Lotte Group, South Korea’s fifth-largest conglomerate, has come under fire after disclosing a poster featuring cows symbolizing employees, initially designed to encourage workers.
The poster, which was put up in March, shows “seonbi” asking a farmer which of his two cows is a harder worker, and the farmer replies “they are both my precious cows.”
Lotte Group’s in-house campaign poster. |
A “seonbi” is a word used to refer to scholars during the Joseon dynasty, and the poster is a depiction of an anecdote about Hwang Hui, a 14th-century scholar and politician.
In the popular traditional tale, the farmer also whispers to the scholar singling out the better cow and explains that even animals have feelings.
While the moral of the original story is to be accepting of others’ faults, Lotte’s posters were immediately pulled down from the buildings of more than 80 Lotte affiliates after criticisms rose over its insensitive metaphor.
“We noticed that some people were feeling uncomfortable with the campaign. It was pulled down immediately,” group spokesman Park Sang-sub said.

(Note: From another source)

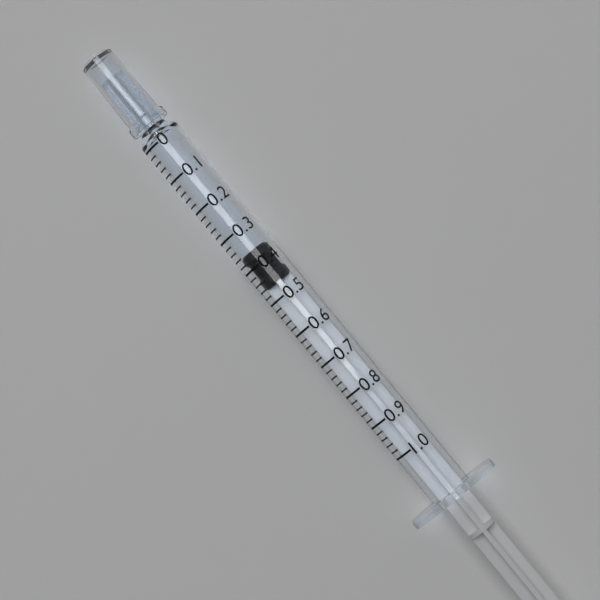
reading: 0.36 (no unit)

Much like the English expression “work like a dog,” cows are used in the Korean language to describe very hard-working people or situations that demand strenuous effort.
However, such expressions also carry a negative connotation as cows were work animals, tools to be ordered and used.
“It was designed to tell employers that they should give more compliments to subordinates to motivate them to work harder,” the spokesman said.
Whether intended for good or not, employees at Lotte said they found the metaphor highly offensive.
“I wasn’t sure if the management was telling us to work like cows — being forced to work all the time and take orders passively,” a 31-year-old worker at Lotte Confectionery said, wishing to stay anonymous.
Some industry watchers said the poster was a disturbing tell-tale sign of the conglomerate’s corporate culture, and more broadly, Korean conglomerates as a whole.
“Even when there are wrongdoings at the top management level, employees have no choice but to keep silent (to keep their jobs). Due to this corporate culture, huge-scale wrongdoings keep occurring,” said Lee Hae-gwan, a former chair of a labor union at KT, a South Korean telecommunication company.
Peter A. Underwood, a business consultant and the author of “First Mover,” said in an interview with The Korea Herald last month that strict seniority and hierarchy in organizations have enabled the country to make a great economic leap in a short period of time, but it may be a great barrier for greater transformation.
However, this formula for Korea’s economic success is now an impediment as the country transitions into a creativity- and innovation-driven knowledge economy, he stressed.